# Unmeasured citation

You can't tell whether AI engines quote your site because you don't measure it. The four other layers of AEO become faith-based exercises without the feedback signal from Layer 5.

By AgentSite · 5 min read · Updated 2026-05-24

Unmeasured citation is the operational gap where you can't tell whether AI engines are quoting your site. You don't know which engines cite you, for which prompts, at what rate, or which competitors come up instead. The four layers below it in [the five-layer AEO model](/five-layer-aeo) become faith-based exercises without this feedback signal.

## What it looks like

You can't answer questions a customer might ask you in five minutes:

-   "What's our citation rate on ChatGPT for category queries?"
-   "Which three pages get cited most often, on which engine?"
-   "Did our last content rewrite move the number?"
-   "Who comes up instead of us on Perplexity?"

If those feel hypothetical rather than tracked, you have this problem. The common variants:

-   **One blended score.** A single "AI visibility" number across engines. Hides the fact that what wins on ChatGPT loses on Perplexity.
-   **Single-run sampling.** Each prompt run once per reporting period. LLM responses are non-deterministic; a single run is a coin flip, not a measurement.
-   **Last-90-day rollups only.** No per-prompt detail, no per-engine split.
-   **Manual checks.** Someone runs five prompts in ChatGPT once a quarter and writes a Slack message. Not a measurement.
-   **Nothing at all.** The most common variant.

## How to detect it

Ask whoever owns AEO on your team for last week's per-engine inclusion-rate report. The report should answer: how many of N prompts mentioned us, broken out by engine. If the answer is "we don't have one" or "we have this dashboard but it's a single blended number," you have this problem.

## Why it costs you citations

Every layer above this depends on the feedback signal. You tune Layer 4 content. You fix a Layer 1 SSR gap. You ship a Layer 2 `llms.txt`. And you can't tell which fix moved the number, because the number isn't being tracked.

Without inclusion-rate data:

-   You can't separate fixes that worked from fixes that didn't.
-   You can't tell whether your category is being captured by a competitor or simply isn't being asked about.
-   You can't justify the budget for the next round of AEO work.
-   You can't catch regressions when an engine update flips your pages out of the citation pool.

The Princeton GEO paper measured per-tactic visibility lifts of up to 40% in controlled experiments ([Aggarwal et al., KDD 2024](https://arxiv.org/abs/2311.09735)). Those numbers are meaningful precisely because they were measured against a 10,000-query benchmark. The same fix without measurement is faith.

The volume context matters too. Cloudflare reported AI bots accessing roughly 39% of the top one million Internet properties in a single month ([Cloudflare, July 2024](https://blog.cloudflare.com/declaring-your-aindependence-block-ai-bots-scrapers-and-crawlers-with-a-single-click/)), and Vercel measured 569 million GPTBot fetches and 370 million Claude fetches across their network in one month ([Vercel, Dec 2024](https://vercel.com/blog/the-rise-of-the-ai-crawler)). The traffic exists. The question is what it does on your specific URLs — and that is measurable, but only if you set up the probe.

## How to fix it

Three steps:

1.  **Define a prompt panel.** 30 prompts minimum; broader categories want 100+. Each prompt phrased as a real user would ask it ("best AEO tool for SPAs" not "AEO tool"). The panel stays constant while content changes, so deltas mean something.
2.  **Run the panel against each engine separately.** ChatGPT, Claude, Perplexity, Google AI Overviews, Bing Copilot. Different prompts get cited by different engines; a blended score hides more than it reveals.
3.  **Sample with enough runs per prompt to average out non-determinism.** Practitioners cluster around 10-100 runs per prompt per reporting period. One run per prompt is a coin flip.

The output is an inclusion-rate-per-engine table you watch over time. When it changes, the change is the signal.

## Where AgentSite fits

The AEO Report includes a citation probe that runs your category prompts against an answer engine and reports inclusion rate, citation count, and competitor share-of-voice. Single-engine (OpenAI) today; multi-engine expansion (Claude, Perplexity, Gemini, Bing Copilot) is in development. The report is the same measurement you'd build in-house, automated.

## Related problems

-   [SSR-junk and bot walls](/ssr-junk-bot-wall) — the Layer-1 failures that show up as zero citation on every engine.
-   [Buried answer](/direct-answer) — the Layer-4 issue that shows up as low citation even when other layers work.
-   The full catalog: [AEO problems](/aeo-problems).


= EXERCISE INSTRUCTIONS =
Print only the closing part of the entries. It starts at the line containing "Locate *person*. Use" and includes the final line, exactly as written.

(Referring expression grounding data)

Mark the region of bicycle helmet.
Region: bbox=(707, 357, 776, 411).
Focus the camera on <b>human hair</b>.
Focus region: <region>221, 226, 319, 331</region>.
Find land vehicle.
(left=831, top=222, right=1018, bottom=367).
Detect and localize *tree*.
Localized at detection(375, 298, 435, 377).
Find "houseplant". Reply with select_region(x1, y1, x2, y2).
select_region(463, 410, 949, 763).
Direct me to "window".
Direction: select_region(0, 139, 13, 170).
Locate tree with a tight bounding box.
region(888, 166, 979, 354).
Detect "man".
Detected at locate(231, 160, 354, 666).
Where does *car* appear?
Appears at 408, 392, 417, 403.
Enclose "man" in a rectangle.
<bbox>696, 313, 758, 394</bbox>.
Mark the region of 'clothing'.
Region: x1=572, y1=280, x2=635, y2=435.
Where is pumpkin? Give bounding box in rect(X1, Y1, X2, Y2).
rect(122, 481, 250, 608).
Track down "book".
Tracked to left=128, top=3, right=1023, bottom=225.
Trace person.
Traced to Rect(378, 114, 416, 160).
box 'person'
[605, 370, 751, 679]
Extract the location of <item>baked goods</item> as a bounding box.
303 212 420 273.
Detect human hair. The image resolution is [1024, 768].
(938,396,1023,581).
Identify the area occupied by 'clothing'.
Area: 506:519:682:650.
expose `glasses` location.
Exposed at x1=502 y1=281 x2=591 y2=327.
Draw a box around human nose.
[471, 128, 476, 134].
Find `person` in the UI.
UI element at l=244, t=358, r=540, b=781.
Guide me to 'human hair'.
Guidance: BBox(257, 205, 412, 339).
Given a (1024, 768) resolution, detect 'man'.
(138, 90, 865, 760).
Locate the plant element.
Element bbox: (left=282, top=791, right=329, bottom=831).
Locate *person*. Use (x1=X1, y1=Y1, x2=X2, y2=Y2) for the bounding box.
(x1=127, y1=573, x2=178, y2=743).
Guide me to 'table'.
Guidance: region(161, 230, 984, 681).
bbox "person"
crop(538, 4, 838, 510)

= OUTPUT BELOW =
Locate *person*. Use (x1=X1, y1=Y1, x2=X2, y2=Y2) for the bounding box.
(x1=127, y1=573, x2=178, y2=743).
Guide me to 'table'.
Guidance: region(161, 230, 984, 681).
bbox "person"
crop(538, 4, 838, 510)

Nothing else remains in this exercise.